We are at a tipping point in software development. The discussion is often about which whether AI writes the best code (Claude vs. ChatGPT) or where where that AI should live (IDE or CLI). But that is not the right question.
The problem is not the generation of code. It is the validation of it.
If we embrace AI as “Vibe Coders” – where we provide the intent and the AI handles the execution – we create a huge stream of new software. A swarm of AI agents can generate in one minute more code than a senior developer can review in a week. Humans have become the bottleneck.
The solution is not more people. The solution is an AI Design Authority.
Traditionally, the "Design Authority" is a small group of architects who meet weekly or monthly to approve or reject a design. In a world of high-velocity AI development that model is hopelessly outdated. It is too slow and too reactive.
If we switch to "Disposable Code" — software we don't endlessly refactor but throw away and regenerate when requirements change — our role changes fundamentally. We're no longer masons laying bricks one by one. We are the architects of the factory that prints the walls.
But who checks whether those walls are straight?
An AI Design Authority is not a person, but a pipeline. A "Gauntlet" that every line of generated code must fight through to reach production. This process does not replace the human code review with nothing, but with something better.
It works in three layers:
1. The Executive Power (The Generation)
We don't ask one AI for a solution, we ask three. We have Gemini 3, GPT-5 and an open-source model (such as Llama) work in parallel on the same problem. This prevents tunnel vision and breaks the "laziness" that LLMs sometimes suffer from. This approach is also scientifically researched and demonstrates that you can prevent AI hallucination and build very long chains without errors
2. The Hard Filter (The Law)
There is no room for discussion here. Code must compile. Linters must not complain. And crucially: the Black Box Tests must pass. We do not test whether the function works internally (that could be manipulated by the AI); we test whether the system behaves correctly from the outside. Fails the test? Straight to the trash.
3. The Soft Filter (The AI Jury)
This is the real innovation. The remaining solutions are presented to a specialized "Voting AI." This agent does not write code, but reads code. It is trained on our architectural principles, security requirements (OWASP, ISO) and compliance rules (EU AI Act).
It votes: "Solution A is faster, but Solution B is safer and aligns better with our microservices architecture."
The winner goes into production.
This model enforces a separation of powers that is missing in many teams.
project-description.md, rules.md, skills.md en principles.md), the hard requirements. The architect determines what we build, who builds it, how and why.
It frees us from the tyranny of syntax errors and lets us focus on what we do well: systems thinking. Truth-finding. Structure and decision-making.
The question is not whether AI can write our code. That matter has already been settled. Code will largely become a disposable product.
The question is: Do you dare to give up control of the code to let go, thereby regaining control over the quality to regain?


Brief: Note each line of the entries that includes "data". Then copy those lines.

BEGIN

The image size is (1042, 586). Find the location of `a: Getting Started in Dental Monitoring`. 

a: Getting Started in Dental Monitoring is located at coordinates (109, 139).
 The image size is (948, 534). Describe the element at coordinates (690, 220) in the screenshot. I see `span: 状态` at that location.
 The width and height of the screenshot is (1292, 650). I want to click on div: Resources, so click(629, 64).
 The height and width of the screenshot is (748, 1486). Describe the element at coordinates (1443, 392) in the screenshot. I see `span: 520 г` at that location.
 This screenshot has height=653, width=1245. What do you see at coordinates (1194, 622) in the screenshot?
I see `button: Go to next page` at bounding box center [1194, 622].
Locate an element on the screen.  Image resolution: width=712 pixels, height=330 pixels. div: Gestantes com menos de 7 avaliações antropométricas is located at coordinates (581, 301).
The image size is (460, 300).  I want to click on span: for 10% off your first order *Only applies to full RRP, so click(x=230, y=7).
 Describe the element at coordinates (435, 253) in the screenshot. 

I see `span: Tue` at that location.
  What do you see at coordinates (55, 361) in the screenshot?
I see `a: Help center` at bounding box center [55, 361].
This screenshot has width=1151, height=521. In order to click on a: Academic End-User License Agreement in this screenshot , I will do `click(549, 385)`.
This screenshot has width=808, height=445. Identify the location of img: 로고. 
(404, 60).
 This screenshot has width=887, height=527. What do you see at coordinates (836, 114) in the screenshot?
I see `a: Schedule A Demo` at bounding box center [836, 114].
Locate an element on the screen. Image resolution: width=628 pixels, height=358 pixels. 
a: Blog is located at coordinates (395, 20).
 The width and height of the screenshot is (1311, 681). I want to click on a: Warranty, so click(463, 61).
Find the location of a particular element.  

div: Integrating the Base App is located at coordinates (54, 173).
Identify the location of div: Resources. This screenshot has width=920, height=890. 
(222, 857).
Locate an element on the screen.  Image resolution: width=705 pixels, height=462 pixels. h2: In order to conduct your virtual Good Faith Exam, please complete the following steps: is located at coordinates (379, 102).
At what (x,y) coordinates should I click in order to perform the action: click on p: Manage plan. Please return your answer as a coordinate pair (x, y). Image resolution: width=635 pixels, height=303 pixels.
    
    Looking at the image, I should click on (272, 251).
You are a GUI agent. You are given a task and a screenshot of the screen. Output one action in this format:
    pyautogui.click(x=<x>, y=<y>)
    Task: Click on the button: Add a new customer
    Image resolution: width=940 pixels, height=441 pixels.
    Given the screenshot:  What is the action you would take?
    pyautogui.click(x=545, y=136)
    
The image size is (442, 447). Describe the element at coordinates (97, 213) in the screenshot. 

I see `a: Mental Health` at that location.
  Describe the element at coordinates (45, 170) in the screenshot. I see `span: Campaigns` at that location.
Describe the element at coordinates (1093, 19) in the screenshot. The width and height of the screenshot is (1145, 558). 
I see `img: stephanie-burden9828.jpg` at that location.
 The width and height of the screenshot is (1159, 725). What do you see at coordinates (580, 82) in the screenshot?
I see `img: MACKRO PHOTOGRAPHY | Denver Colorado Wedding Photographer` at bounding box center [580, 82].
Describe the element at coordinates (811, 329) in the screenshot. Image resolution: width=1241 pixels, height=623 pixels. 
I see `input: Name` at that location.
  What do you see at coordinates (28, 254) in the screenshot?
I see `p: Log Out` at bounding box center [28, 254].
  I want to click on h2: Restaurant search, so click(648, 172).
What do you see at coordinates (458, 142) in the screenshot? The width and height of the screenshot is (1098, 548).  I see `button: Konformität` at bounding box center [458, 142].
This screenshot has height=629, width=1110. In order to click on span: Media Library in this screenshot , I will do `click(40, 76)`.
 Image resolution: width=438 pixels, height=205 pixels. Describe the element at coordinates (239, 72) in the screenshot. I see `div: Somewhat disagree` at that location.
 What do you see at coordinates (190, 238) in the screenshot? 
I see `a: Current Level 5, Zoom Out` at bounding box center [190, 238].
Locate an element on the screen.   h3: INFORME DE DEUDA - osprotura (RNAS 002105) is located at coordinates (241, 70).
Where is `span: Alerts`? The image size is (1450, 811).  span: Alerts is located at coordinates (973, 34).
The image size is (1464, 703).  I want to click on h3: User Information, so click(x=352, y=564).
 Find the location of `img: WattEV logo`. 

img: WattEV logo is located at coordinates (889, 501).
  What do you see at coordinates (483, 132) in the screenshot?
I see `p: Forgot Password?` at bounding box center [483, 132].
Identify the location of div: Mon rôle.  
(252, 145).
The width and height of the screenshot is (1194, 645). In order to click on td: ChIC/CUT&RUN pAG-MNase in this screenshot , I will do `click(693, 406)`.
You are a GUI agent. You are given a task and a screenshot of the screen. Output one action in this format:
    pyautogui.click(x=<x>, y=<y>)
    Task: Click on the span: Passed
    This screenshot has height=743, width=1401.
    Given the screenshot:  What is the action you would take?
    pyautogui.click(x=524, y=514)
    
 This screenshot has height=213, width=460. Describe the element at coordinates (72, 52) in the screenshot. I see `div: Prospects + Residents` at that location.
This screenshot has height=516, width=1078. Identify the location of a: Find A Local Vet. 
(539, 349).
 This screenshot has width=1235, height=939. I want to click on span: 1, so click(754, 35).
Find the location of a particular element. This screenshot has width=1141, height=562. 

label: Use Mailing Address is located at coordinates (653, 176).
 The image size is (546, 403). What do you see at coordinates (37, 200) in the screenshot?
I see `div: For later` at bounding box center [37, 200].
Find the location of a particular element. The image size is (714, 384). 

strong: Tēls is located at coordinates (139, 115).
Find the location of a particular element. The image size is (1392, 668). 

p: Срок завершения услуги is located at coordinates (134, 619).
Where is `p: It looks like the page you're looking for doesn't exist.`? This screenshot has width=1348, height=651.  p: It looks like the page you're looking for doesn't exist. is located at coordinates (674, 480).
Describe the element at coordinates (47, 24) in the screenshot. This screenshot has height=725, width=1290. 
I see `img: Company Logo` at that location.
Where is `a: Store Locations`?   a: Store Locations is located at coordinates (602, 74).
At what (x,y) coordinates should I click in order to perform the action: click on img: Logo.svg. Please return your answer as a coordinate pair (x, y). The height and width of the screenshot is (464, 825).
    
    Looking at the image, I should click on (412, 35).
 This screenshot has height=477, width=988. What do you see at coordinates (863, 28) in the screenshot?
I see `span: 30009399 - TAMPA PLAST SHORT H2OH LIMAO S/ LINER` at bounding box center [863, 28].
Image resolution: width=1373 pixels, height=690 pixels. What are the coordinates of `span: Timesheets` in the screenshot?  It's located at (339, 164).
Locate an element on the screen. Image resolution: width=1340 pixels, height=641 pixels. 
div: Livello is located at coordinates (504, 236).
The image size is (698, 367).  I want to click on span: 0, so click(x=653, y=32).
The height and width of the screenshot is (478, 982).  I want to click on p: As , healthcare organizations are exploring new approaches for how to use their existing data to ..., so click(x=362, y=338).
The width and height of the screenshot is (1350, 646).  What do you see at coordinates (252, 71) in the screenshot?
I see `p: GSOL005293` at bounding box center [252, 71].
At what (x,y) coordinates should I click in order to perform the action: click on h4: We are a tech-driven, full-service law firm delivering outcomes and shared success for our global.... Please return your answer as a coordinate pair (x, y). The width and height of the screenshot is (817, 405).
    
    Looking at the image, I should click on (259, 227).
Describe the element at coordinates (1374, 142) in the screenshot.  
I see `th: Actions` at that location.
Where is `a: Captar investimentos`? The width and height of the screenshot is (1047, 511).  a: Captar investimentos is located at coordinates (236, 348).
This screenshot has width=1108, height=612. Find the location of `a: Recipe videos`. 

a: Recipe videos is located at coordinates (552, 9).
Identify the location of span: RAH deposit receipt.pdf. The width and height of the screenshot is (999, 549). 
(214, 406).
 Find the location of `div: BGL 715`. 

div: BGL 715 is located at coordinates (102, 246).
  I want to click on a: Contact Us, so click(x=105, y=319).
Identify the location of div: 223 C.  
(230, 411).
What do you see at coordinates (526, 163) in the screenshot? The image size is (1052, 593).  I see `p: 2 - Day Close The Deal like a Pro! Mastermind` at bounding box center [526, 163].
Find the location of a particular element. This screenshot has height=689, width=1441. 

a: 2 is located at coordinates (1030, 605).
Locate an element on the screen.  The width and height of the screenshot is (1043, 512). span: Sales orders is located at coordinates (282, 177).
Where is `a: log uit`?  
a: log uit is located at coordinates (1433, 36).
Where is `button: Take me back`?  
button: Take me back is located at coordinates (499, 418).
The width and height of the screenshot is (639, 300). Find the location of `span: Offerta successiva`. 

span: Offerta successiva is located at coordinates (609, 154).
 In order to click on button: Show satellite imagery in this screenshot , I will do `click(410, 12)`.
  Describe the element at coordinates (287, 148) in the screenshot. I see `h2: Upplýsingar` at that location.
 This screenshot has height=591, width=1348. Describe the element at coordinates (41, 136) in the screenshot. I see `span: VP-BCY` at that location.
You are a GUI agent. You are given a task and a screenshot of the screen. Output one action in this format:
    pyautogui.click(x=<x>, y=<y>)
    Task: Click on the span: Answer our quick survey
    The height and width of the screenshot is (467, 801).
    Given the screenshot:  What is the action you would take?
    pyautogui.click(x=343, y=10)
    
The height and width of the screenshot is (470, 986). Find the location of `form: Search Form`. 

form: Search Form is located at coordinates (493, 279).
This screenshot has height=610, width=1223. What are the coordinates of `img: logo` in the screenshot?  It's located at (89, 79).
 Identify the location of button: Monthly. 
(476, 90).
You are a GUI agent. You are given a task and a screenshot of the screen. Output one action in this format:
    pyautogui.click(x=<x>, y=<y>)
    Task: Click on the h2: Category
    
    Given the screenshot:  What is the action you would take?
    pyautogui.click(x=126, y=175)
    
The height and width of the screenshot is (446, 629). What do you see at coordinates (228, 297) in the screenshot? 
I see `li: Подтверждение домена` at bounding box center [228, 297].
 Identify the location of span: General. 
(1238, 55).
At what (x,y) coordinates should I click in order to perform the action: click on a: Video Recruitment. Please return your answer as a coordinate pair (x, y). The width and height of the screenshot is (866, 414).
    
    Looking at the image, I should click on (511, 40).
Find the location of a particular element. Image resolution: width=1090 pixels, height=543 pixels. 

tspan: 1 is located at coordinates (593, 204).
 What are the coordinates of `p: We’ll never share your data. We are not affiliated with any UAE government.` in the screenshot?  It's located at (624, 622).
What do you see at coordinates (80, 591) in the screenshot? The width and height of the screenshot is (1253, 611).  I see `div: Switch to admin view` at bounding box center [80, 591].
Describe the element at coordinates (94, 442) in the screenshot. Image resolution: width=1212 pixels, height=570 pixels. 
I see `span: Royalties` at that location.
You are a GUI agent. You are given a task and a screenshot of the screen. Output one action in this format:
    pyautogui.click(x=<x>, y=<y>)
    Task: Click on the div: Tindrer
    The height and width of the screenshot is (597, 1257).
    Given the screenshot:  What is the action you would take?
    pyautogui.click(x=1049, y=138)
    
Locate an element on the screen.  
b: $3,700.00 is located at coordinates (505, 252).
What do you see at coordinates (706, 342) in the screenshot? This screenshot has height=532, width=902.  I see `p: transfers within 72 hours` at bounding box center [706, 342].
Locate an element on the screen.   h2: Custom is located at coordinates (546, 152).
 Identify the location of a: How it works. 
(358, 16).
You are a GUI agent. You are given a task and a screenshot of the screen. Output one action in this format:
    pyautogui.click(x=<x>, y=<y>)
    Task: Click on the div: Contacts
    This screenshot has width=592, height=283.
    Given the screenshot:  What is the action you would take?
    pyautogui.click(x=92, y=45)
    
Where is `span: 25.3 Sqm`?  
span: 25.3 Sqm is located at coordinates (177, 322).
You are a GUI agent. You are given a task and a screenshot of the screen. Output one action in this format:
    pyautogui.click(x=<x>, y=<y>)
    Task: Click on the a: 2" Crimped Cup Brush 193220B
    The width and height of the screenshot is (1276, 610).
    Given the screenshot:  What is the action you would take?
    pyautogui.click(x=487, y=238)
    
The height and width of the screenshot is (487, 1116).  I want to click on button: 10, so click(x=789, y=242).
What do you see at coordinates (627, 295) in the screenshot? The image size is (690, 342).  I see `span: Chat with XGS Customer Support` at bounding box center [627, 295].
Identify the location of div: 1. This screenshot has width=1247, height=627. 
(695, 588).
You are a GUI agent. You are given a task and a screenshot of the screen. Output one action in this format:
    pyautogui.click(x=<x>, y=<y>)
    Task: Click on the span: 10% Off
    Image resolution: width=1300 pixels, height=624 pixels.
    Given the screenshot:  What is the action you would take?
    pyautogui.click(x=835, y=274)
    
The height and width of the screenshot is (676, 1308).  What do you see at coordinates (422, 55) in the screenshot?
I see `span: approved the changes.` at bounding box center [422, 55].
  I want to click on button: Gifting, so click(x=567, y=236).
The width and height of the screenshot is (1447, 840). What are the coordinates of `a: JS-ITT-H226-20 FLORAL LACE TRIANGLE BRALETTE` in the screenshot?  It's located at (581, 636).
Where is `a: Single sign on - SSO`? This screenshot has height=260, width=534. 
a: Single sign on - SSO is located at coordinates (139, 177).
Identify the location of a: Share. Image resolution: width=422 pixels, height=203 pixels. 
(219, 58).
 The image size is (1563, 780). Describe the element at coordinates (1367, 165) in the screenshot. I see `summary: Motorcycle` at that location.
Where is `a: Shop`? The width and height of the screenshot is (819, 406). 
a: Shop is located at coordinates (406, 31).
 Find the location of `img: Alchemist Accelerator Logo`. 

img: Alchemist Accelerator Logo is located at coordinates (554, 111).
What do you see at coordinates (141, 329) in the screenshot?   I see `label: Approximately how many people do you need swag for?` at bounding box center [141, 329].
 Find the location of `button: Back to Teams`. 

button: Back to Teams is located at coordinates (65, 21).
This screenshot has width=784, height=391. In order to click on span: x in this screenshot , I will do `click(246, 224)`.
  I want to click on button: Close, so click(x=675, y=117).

END

Task output:
The height and width of the screenshot is (478, 982).  I want to click on p: As , healthcare organizations are exploring new approaches for how to use their existing data to ..., so click(x=362, y=338).
 What are the coordinates of `p: We’ll never share your data. We are not affiliated with any UAE government.` in the screenshot?  It's located at (624, 622).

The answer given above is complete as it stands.